Just as in more conventional education, players may become frustrated with the forestalling of more complex matters, or with their presence too early. One of the advantages of RPGs interactivity is that the rate of difficulty can be made to adjust to each player. Designing these long range dynamics means including evolving elements across setting and system for this purpose. Returning to the historical example, these dynamics could be traveling through the Frankish kingdoms, experiencing events as they occur, or changes in social status and rank. In any case, these elements are needed to keep player involved and interested as they develop a deeper understanding.
Simplicity and Depth
At the core of any effective approach to learning via RPGs, is the core underlying structure of the knowledge or skill to be imparted. This core is communicated to the players as a dynamic object, experienced by how it structures the ideas and information present during play. To function well, this core concept must be simple enough to be communicated. Returning once more to the historical example, learning could be organized by the concept of military obligation, nominally the feudal system.
To be truly effective this core idea must be expandable. Feudalism has many variants and levels, each of which reflects further depth on the basic concept. This makes it a compelling structure, simple to understand, but able to grow into an understanding of much greater complexity. Selecting this core structure is one of the most important design decisions for designing a RPG of this sort, and requires thought as well as research.
A Tactical Perspective
Last month I presented a design of mine called Savagery (warning pdf), a game of social and emotional combat. I discussed how Savagery offers a language for describing social conflicts, in the form of its social combat maneuvers and mechanics. This language also serves as the core structure to learn a skill, that of perceiving tactics in social interaction.
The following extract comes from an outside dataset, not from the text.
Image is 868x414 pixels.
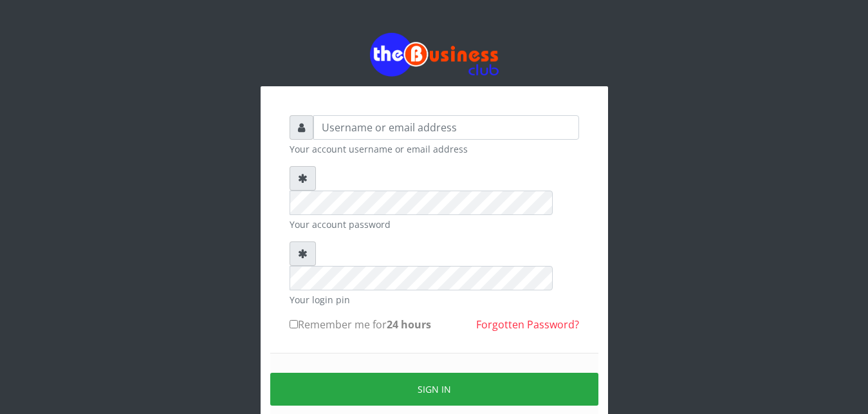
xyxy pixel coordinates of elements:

Typically in social interaction people are unreflective, they respond to other's statements without considering what may be the speaker's goal. Savagery repeatedly brings players into social combat. In this case, players have the opportunity to learn what is nominally a game playing skill. Indeed, Savagery uses conventional combat as a foundation to build a similar structure in a social context. By translating this tactical perspective, a new skill is achieved.
This skill, while useful to deal with high risk social interaction, is also used in the observation of other players. In this way, learning from the game gives a new foundation for learning about the other players and even about themselves. Next month I'll discuss that type of learning in RPGs.